Friday, December 3, 2010

TDD Adoption

Many developers I talk to say they have tried TDD, but it “didn’t work for them”. Why is this so often the case? I believe that the main reasons are 1) it wasn’t done correctly 2) the effort was too quickly abandoned 3) the benefits were not obvious to the developer.

1) It wasn’t done correctly.
Doing TDD the right way is beyond the scope of this post. The best ways to learn are pairing with a TDD expert and reading some of the good books on the subject. I really like The RSpec Book http://www.pragprog.com/titles/achbd/the-rspec-book and Test Driven.

2) Abandoning the effort too quickly.
At first, development time will increase until proficiency in TDD is obtained. This improvement ravine is very well documented by Martin Fowler.

3) TDD benefits
Though the TDD benefits at the micro-level are significant, the macro-benefits are outstanding! Preventing or fixing bugs early provides a huge cost benefit to the customer. The cost of fixing design or coding bugs exponentially increases with time from bug authoring.

Some argue that the same benefits can be achieved with Test After Development (TAD). In my experience, TDD is much better than TAD for the following reasons:

  • Keeps you focused. At any time during the day, you should either be writing a test for a feature or writing code to make that test pass.
  • Less code. TDD promotes Do The Simplest Thing That Could Possibly Work (DTSTTCPW). Let’s write code that gets the product delivered instead of frameworks that may or may not ever get used again!
  • Necessarily promotes testable code
  • FASTER
    • it’s a lot faster getting it right the first the time!
    • it’s a lot faster fixing bugs as soon as they are authored
  • Testing the feature before it’s implemented tests the intent of the code. When TADing, the intent could have been forgotten
  • Very high code quality
  • Refactor with confidence. Behavior driven tests ‘protect’ the required features, which means that refactorings should cause test failures
  • Thinking of and designing for edge cases up front promotes a better and more stable design

Comments:
I'm a big enthusiastic, defender and practitioner of TDD. I agree with almost everything you sad but i think something was left aside:

Writing Tests takes time.

I know that if you count all the time taken for a particular feature (development time, iterations of bugs found, bugs being fixed, tests run, etc) with TDD will take less time. But we cannot forget that TDD need Source Code to test another Source Code.

What i'm trying to say its that you literally type more when doing TDD. You take more immediate Time. And its really hard to convince anyone about "losing more time now to prevent losing a lot more later" when things are with a tight schedule.

What I think its missing its some easier way to write Tests (specially unit tests). I've being improving some ideas i will try to post on my blog, and i would like to here your opinion also.

Good article by the way, it's good to see we are NOT alone in the universe! :D
 
Post a Comment

Subscribe to Post Comments [Atom]





<< Home

This page is powered by Blogger. Isn't yours?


* **Assignment**
From the line with "Describe the element" through the last line of the records below, both ends included, transcribe only those lines, exactly, and omit the pictures.

* **Supplied material**
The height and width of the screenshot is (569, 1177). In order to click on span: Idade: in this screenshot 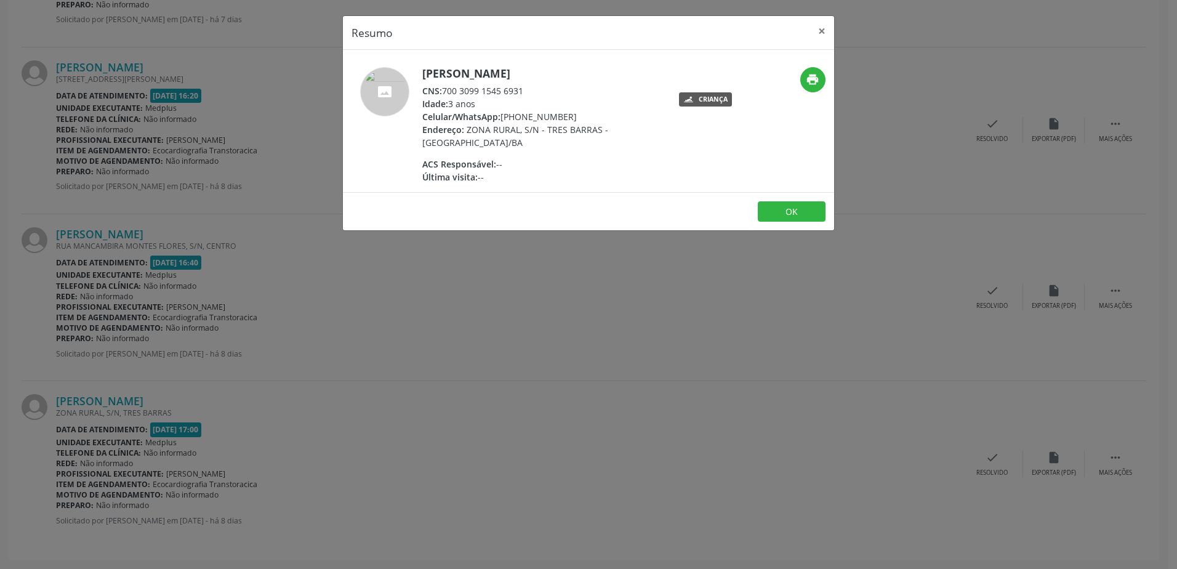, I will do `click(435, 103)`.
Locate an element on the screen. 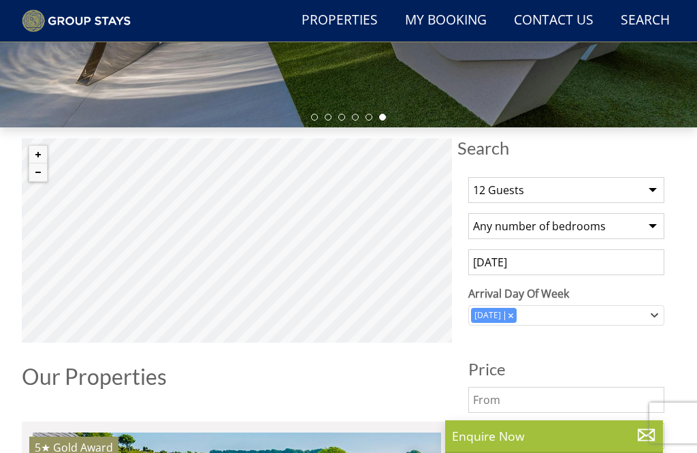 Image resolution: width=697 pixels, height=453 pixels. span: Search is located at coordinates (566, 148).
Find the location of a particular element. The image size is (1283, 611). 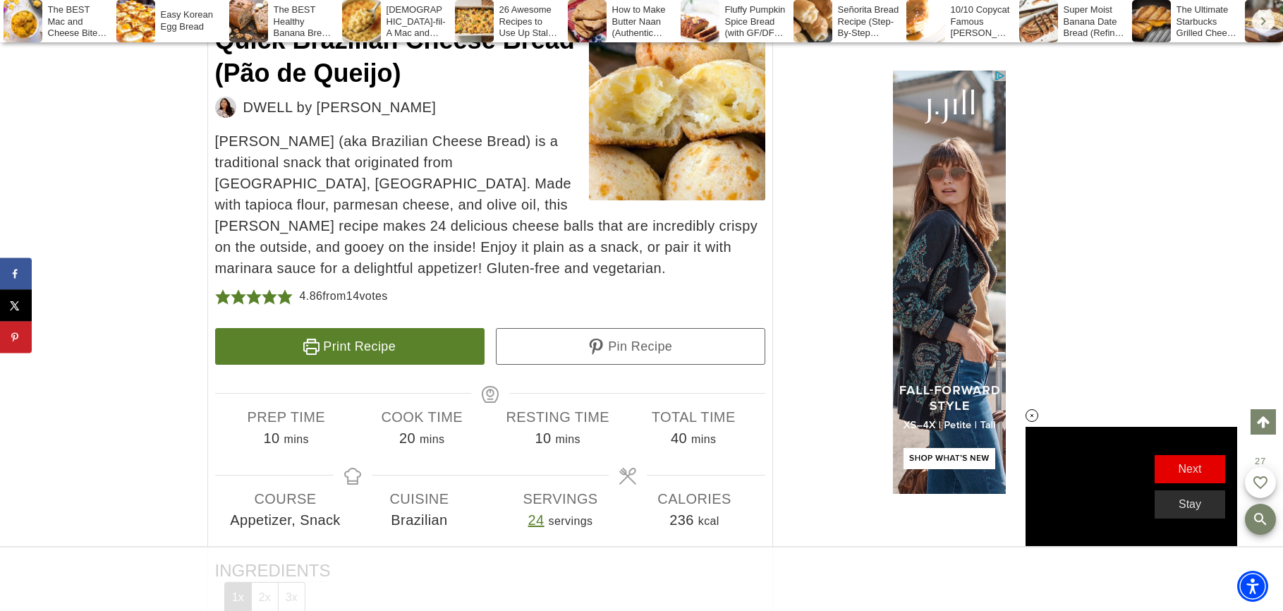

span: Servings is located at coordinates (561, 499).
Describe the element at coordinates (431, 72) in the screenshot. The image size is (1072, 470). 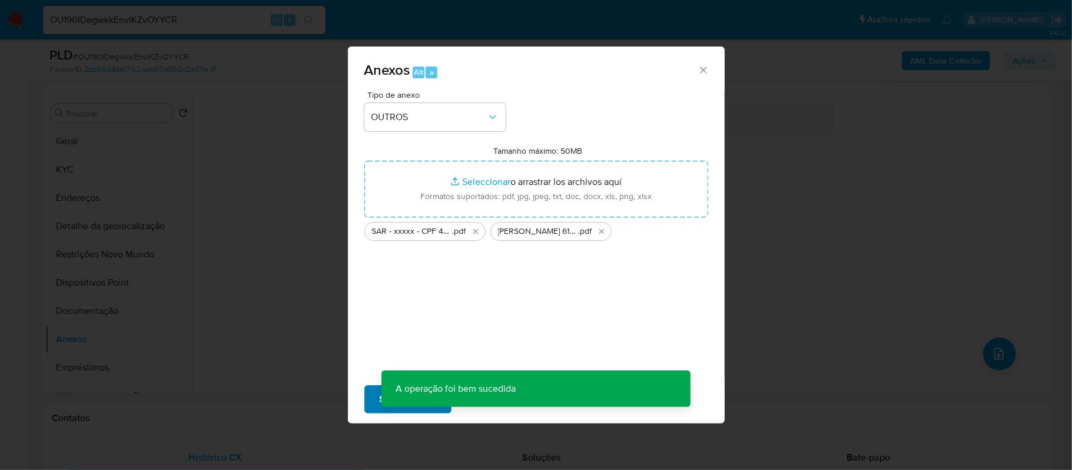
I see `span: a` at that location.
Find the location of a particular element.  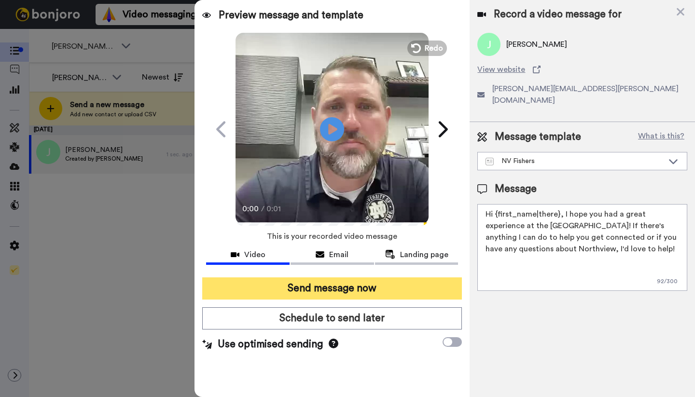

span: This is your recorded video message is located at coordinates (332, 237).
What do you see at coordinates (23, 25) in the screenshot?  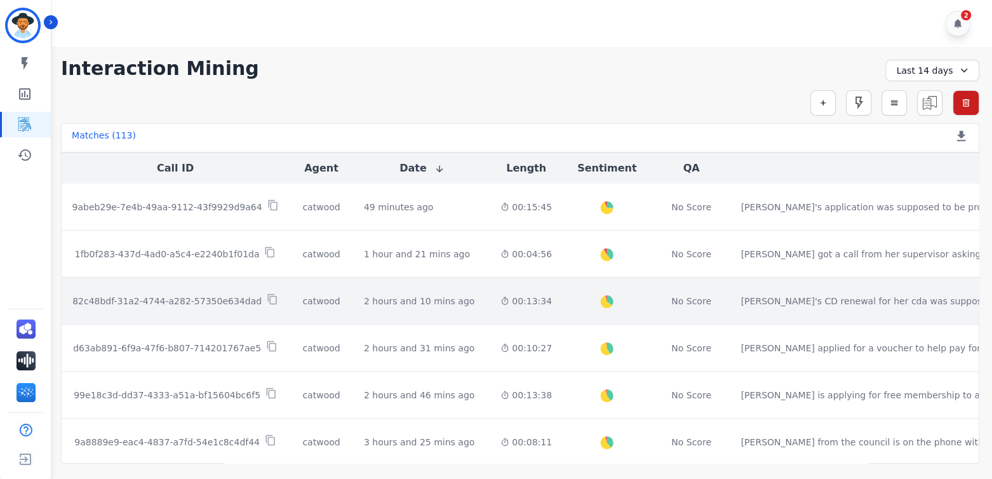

* **Solution to this task**
Describe the element at coordinates (431, 72) in the screenshot. The image size is (1072, 470). 
I see `span: a` at that location.
Find the location of a particular element.  

span: This is your recorded video message is located at coordinates (332, 237).
What do you see at coordinates (23, 25) in the screenshot?  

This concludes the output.